Of course, a slew of direct evidence bolsters the first article of impeachment, including the notes of Trump’s July 25 call with Ukrainian President Volodymyr Zelensky, in which he asked for the “favor” of investigating former Vice President Joe Biden’s family; Ambassador Gordon Sondland’s testimony that Trump asked about the Biden investigations on a call the next day; Trump’s own public admission that he decided to withhold $391 million in Ukrainian aid in advance of the July 25 conversation; and his self-incriminating September 18 statement, after a reporter asked about the Zelensky call, that “someone ought to look into Joe Biden.”

If Trump escapes removal, as expected, the net effect of his impeachment will be that an extraordinarily well-documented misuse of presidential powers for personal gain does not warrant removal from office.

In short, history is throwing a one-two punch at the legislature’s power to impeach a president. Crimes are not enough without abuse of office, and abuse of office is not enough without crimes. (Even a documented abuse of office accompanied by proof of crimes probably wouldn’t have swayed Republicans in the current Senate. Bribery is both a crime and an express constitutional basis for impeachment, and Democrats could have impeached Trump on that ground, but the effect would likely be no different.) As a result, Americans might as well grab a permanent marker and cross the word impeachment out of the Constitution’s text, at least as it relates to presidents.

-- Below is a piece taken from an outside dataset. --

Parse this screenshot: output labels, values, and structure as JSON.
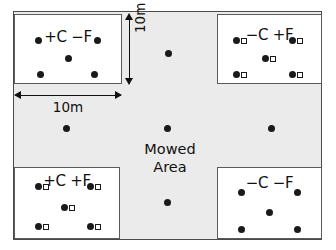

To be sure, this would not be the first constructive amendment of the Constitution—that is, one that altered the basic workings of the federal government through day-to-day practice, bypassing the laborious constitutional process of securing two-thirds of both houses of Congress and ratification by three-quarters of the states. Congress’s exclusive power to declare war has been eroded as lawmakers have deferred to the White House on military intervention after military intervention. Under the current administration, Congress has all but conceded the emoluments clause, any plain reading of which would prevent Trump’s family business from accepting payments from foreign governments. The appropriations clause prohibits Trump from paying for a border wall by unilaterally diverting money away from congressionally authorized uses, but this clause, too, is succumbing to neglect.

The peculiar problem with excising impeachment from the Constitution, though, is that it will dramatically enlarge one branch of government over the others. The Department of Justice has long taken the institutional position that the judicial branch cannot be invoked to prosecute crimes by a president in office. The Nixon-era announcement of that internal policy left the legislature as the only remaining check that can ensure that the president is subject to the law. This safeguard will vanish, too, if the Senate lets Trump off.